We are often invited into future dialogue when a quiet recognition grows that future success may require more than continuing what already works.
These are moments when leadership teams begin to explore what new directions and possibilities are opening up, and what this asks of their leadership, team dynamics and capacity to innovate.

The same strategic questions keep returning

The board spends time discussing the future. Conversations are thoughtful and well-informed, yet they rarely seem to open up genuinely new perspectives on what may come next.

A new CEO or Chair steps in

A new CEO or Chair is appointed. Transitions like these often create space for a broader conversation about the future: where new opportunities might come up, whether new directions need to be explored, and what this may ask of leadership in the years ahead.

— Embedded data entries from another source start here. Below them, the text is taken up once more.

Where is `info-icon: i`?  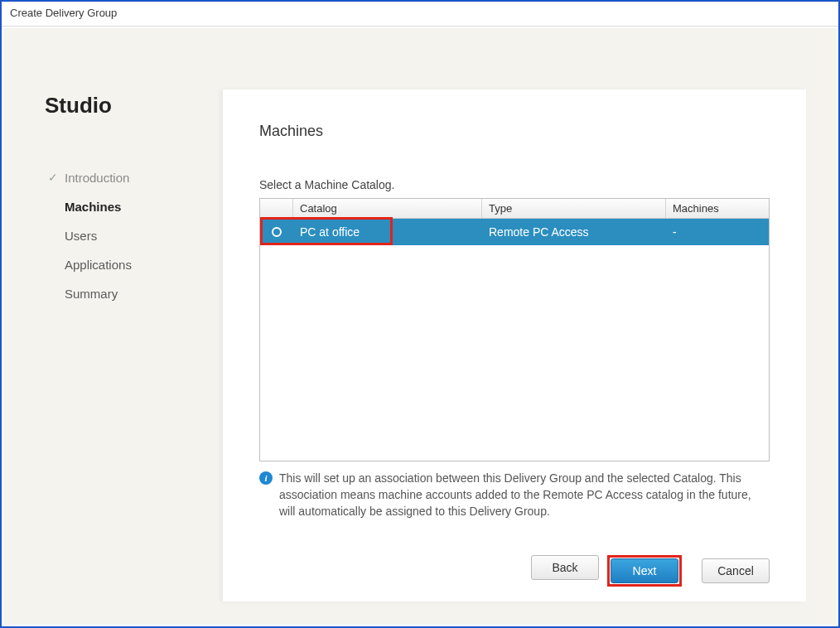 info-icon: i is located at coordinates (266, 478).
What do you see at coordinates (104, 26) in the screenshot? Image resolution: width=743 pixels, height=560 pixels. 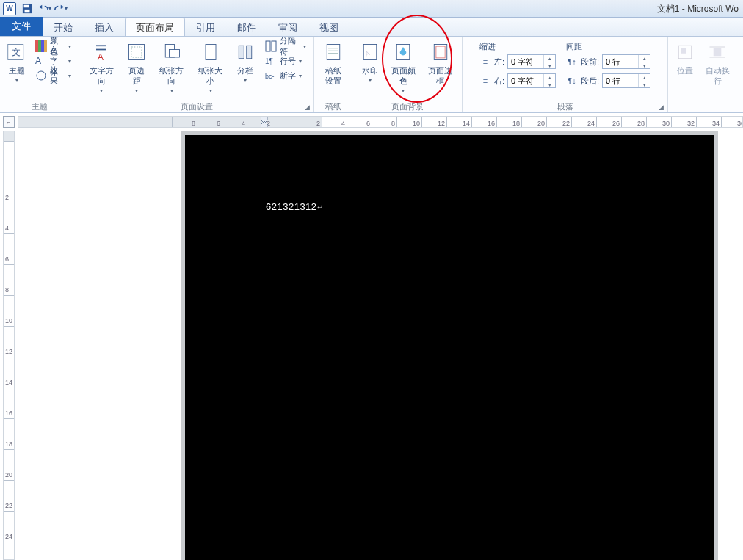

Growth or investment raises new questions

Periods of rapid growth or a new investment round often raise broader questions about the future. Leadership teams begin to explore whether they have enough capacity for exploration and transformation alongside operational execution.

A new generation enters the conversation

In family-owned businesses, a new generation steps in. Different perspectives on ambition, risk and time horizon begin to surface, opening up broader conversations about what future success may look like and how the business may need to evolve to stay relevant.

The business context changes

Technological, geopolitical, or societal developments begin to reshape the context in which the business operates. The current strategy may still appear successful, yet leadership teams increasingly recognize that future success may require different perspectives, capabilities, and forms of innovation.

When urgency starts to dominate

Operational priorities increasingly take over the agenda. Space for exploration gradually disappears, until immediate demands begin to shape future direction more than deliberate choices about what comes next.

When urgency dominates the agenda, the future takes shape by default.